Saturday, March 10, 2012

Philosophy: Who Needs It?

Who needs philosophy? Ayn Rand's answer: Everyone!

A philosophic system is an integrated view of existence. As a human being, you have no choice about the fact that you need a philosophy. Your only choice is whether you define your philosophy by a conscious, rational, disciplined process of thought and scrupulously logical deliberation - or let your subconscious accumulate a junk heap of unwarranted conclusions, false generalizations, undefined contradictions, undigested slogans, undefined wishes, doubts and fears, thrown together by chance, but integrated by your subconscious into a kind of mongrel philosophy and fused into a single, solid weight: self-doubt, like a ball and chain in the place where your wings should have grown.

You might say, as many people do, that it is not easy always to act on abstract principles. No, it is not easy. But how much harder is it, to have to act on them without knowing what they are? Your subconscious is like a computer -more complex a computer than men can build- and its main function is the integration of your ideas. Who programs it? Your conscious mind. If you default, if you don't reach any firm convictions, your subconscious is programmed by chance - and you deliver yourself into the power of ideas you do not know you have accepted. But one way or the other, your computer gives you print-outs, daily and hourly, in the form of emotions - which are lightening-like estimates of the things around you, calculated according to your values. If you programmed your computer by conscious thinking, you know the nature of your values and emotions. If you didn't, you don't.

The quality of a computer's output is determined by the quality of its inputs. If your subconscious is programmed by chance, its output will have a corresponding character. You have probably heard the computer operators' eloquent term "gigo" - which means: "Garbage in, garbage out." The same formula applies to the relationship between a man's thinking and his emotions.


In your copy, reproduce each entry exactly and leave out the pictures.
======== Supplied material
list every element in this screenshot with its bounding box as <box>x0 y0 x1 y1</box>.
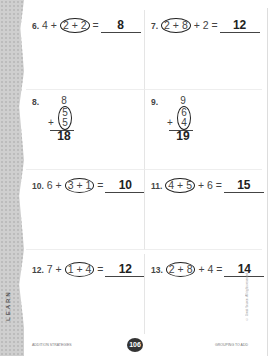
page-footer: ADDITION STRATEGIES 106 GROUPING TO ADD <box>26 340 262 352</box>
problem-10: 10.6 + 3 + 1 =10 <box>26 170 144 250</box>
answer-field[interactable]: 18 <box>54 131 74 141</box>
answer-field[interactable]: 12 <box>105 262 145 277</box>
circled-pair: 64 <box>177 106 191 130</box>
page-edge <box>267 8 268 356</box>
problem-7: 7.2 + 8 + 2 =12 <box>144 10 262 90</box>
problem-6: 6.4 + 2 + 2 =8 <box>26 10 144 90</box>
problem-number: 9. <box>151 97 158 107</box>
problem-number: 8. <box>32 97 39 107</box>
circled-pair: 2 + 2 <box>60 18 90 33</box>
circled-pair: 55 <box>58 106 72 130</box>
circled-pair: 2 + 8 <box>161 18 191 33</box>
expr-post: + 6 = <box>195 179 222 191</box>
side-tab-label: LEARN <box>5 276 19 336</box>
answer-field[interactable]: 15 <box>224 178 264 193</box>
page-number: 106 <box>127 338 143 352</box>
problem-number: 7. <box>151 21 158 31</box>
footer-right-label: GROUPING TO ADD <box>215 343 248 347</box>
plus-sign: + <box>167 118 173 128</box>
expr-post: + 4 = <box>195 263 222 275</box>
answer-field[interactable]: 19 <box>173 131 193 141</box>
expr-post: = <box>94 179 103 191</box>
addend-top: 8 <box>54 96 74 106</box>
problem-9: 9. 9 64 + 19 <box>144 90 262 170</box>
expr-pre: 6 + <box>47 179 65 191</box>
plus-sign: + <box>48 118 54 128</box>
addend-top: 9 <box>173 96 193 106</box>
footer-left-label: ADDITION STRATEGIES <box>32 343 72 347</box>
addend-bot: 5 <box>59 118 71 128</box>
answer-field[interactable]: 10 <box>105 178 145 193</box>
circled-pair: 1 + 4 <box>65 262 95 277</box>
expr-post: = <box>94 263 103 275</box>
problem-number: 13. <box>151 265 163 275</box>
problem-number: 12. <box>32 265 44 275</box>
problem-number: 10. <box>32 181 44 191</box>
addend-bot: 4 <box>178 118 190 128</box>
answer-field[interactable]: 12 <box>220 18 260 33</box>
problem-number: 6. <box>32 21 39 31</box>
copyright-notice: © Great Source. All rights reserved. <box>245 272 249 321</box>
problem-12: 12.7 + 1 + 4 =12 <box>26 254 144 334</box>
circled-pair: 2 + 8 <box>166 262 196 277</box>
problem-number: 11. <box>151 181 162 191</box>
expr-post: = <box>90 19 99 31</box>
problem-8: 8. 8 55 + 18 <box>26 90 144 170</box>
circled-pair: 3 + 1 <box>65 178 95 193</box>
circled-pair: 4 + 5 <box>165 178 195 193</box>
answer-field[interactable]: 8 <box>101 18 141 33</box>
expr-pre: 7 + <box>47 263 65 275</box>
expr-post: + 2 = <box>191 19 218 31</box>
expr-pre: 4 + <box>42 19 60 31</box>
problem-11: 11.4 + 5 + 6 =15 <box>144 170 262 250</box>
================
• Written response:
list every element in this screenshot with its bounding box as <box>x0 y0 x1 y1</box>.
page-footer: ADDITION STRATEGIES 106 GROUPING TO ADD <box>26 340 262 352</box>
problem-10: 10.6 + 3 + 1 =10 <box>26 170 144 250</box>
answer-field[interactable]: 18 <box>54 131 74 141</box>
answer-field[interactable]: 12 <box>105 262 145 277</box>
circled-pair: 64 <box>177 106 191 130</box>
page-edge <box>267 8 268 356</box>
problem-7: 7.2 + 8 + 2 =12 <box>144 10 262 90</box>
problem-6: 6.4 + 2 + 2 =8 <box>26 10 144 90</box>
problem-number: 9. <box>151 97 158 107</box>
problem-number: 8. <box>32 97 39 107</box>
circled-pair: 2 + 2 <box>60 18 90 33</box>
circled-pair: 55 <box>58 106 72 130</box>
circled-pair: 2 + 8 <box>161 18 191 33</box>
expr-post: + 6 = <box>195 179 222 191</box>
side-tab-label: LEARN <box>5 276 19 336</box>
answer-field[interactable]: 15 <box>224 178 264 193</box>
page-number: 106 <box>127 338 143 352</box>
problem-number: 7. <box>151 21 158 31</box>
footer-right-label: GROUPING TO ADD <box>215 343 248 347</box>
plus-sign: + <box>167 118 173 128</box>
expr-post: + 4 = <box>195 263 222 275</box>
answer-field[interactable]: 19 <box>173 131 193 141</box>
expr-post: = <box>94 179 103 191</box>
addend-top: 8 <box>54 96 74 106</box>
problem-9: 9. 9 64 + 19 <box>144 90 262 170</box>
expr-pre: 6 + <box>47 179 65 191</box>
plus-sign: + <box>48 118 54 128</box>
addend-top: 9 <box>173 96 193 106</box>
footer-left-label: ADDITION STRATEGIES <box>32 343 72 347</box>
addend-bot: 5 <box>59 118 71 128</box>
answer-field[interactable]: 10 <box>105 178 145 193</box>
circled-pair: 1 + 4 <box>65 262 95 277</box>
expr-post: = <box>94 263 103 275</box>
problem-number: 13. <box>151 265 163 275</box>
problem-number: 12. <box>32 265 44 275</box>
problem-number: 10. <box>32 181 44 191</box>
addend-bot: 4 <box>178 118 190 128</box>
answer-field[interactable]: 12 <box>220 18 260 33</box>
problem-number: 6. <box>32 21 39 31</box>
copyright-notice: © Great Source. All rights reserved. <box>245 272 249 321</box>
problem-12: 12.7 + 1 + 4 =12 <box>26 254 144 334</box>
circled-pair: 2 + 8 <box>166 262 196 277</box>
problem-number: 11. <box>151 181 162 191</box>
expr-post: = <box>90 19 99 31</box>
problem-8: 8. 8 55 + 18 <box>26 90 144 170</box>
circled-pair: 3 + 1 <box>65 178 95 193</box>
circled-pair: 4 + 5 <box>165 178 195 193</box>
answer-field[interactable]: 8 <box>101 18 141 33</box>
expr-pre: 7 + <box>47 263 65 275</box>
expr-post: + 2 = <box>191 19 218 31</box>
expr-pre: 4 + <box>42 19 60 31</box>
problem-11: 11.4 + 5 + 6 =15 <box>144 170 262 250</box>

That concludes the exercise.